__TASK DETAILS__
Give again the lines from the line with "Describe the element" to the last line of the records, exactly and in full. Do not carry over any pictures.

Items from a data source
....

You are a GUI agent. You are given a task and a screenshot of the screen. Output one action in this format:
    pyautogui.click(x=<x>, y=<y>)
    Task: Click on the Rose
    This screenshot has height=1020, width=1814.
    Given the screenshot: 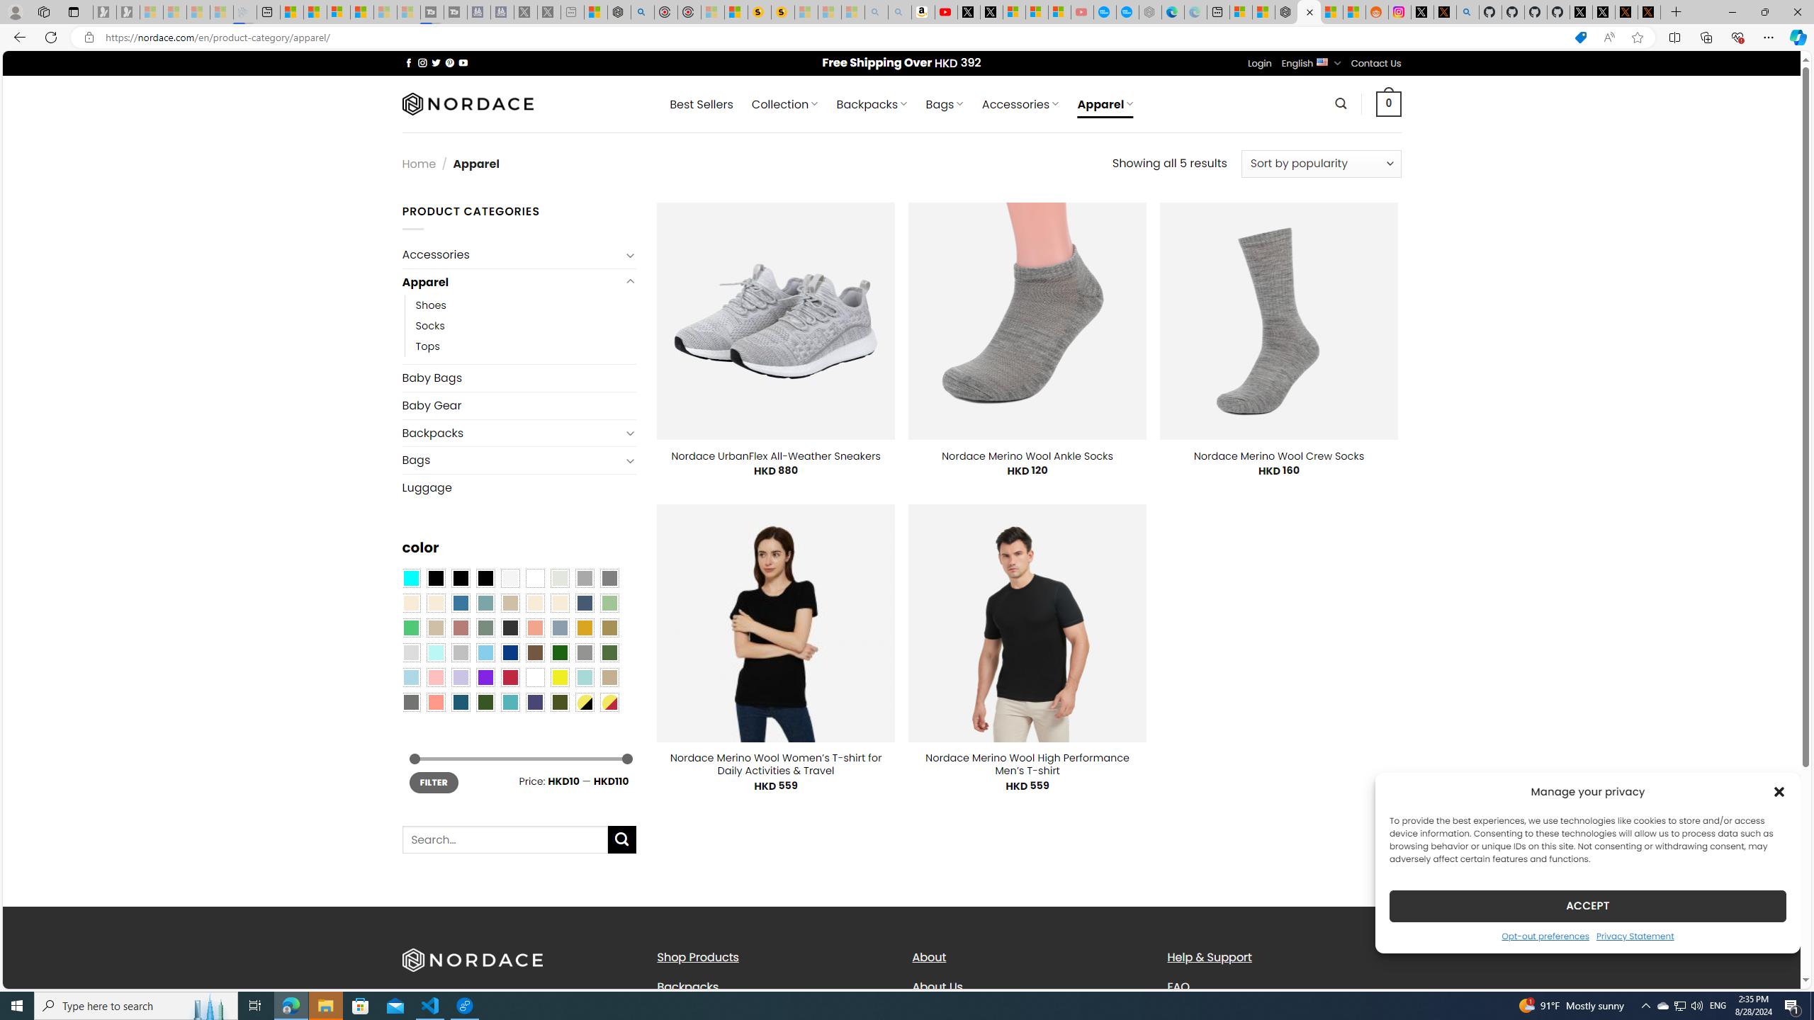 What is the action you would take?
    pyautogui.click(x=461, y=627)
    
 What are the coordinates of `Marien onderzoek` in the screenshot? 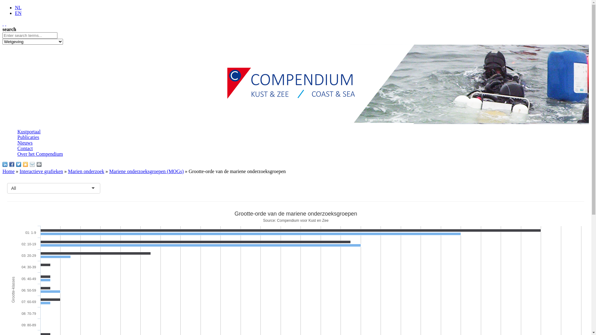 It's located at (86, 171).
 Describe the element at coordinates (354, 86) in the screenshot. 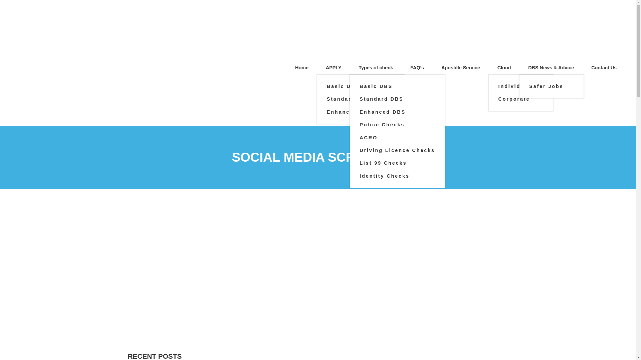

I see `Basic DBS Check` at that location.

....

__EXERCISE ANSWER__
 Describe the element at coordinates (354, 86) in the screenshot. 

I see `Basic DBS Check` at that location.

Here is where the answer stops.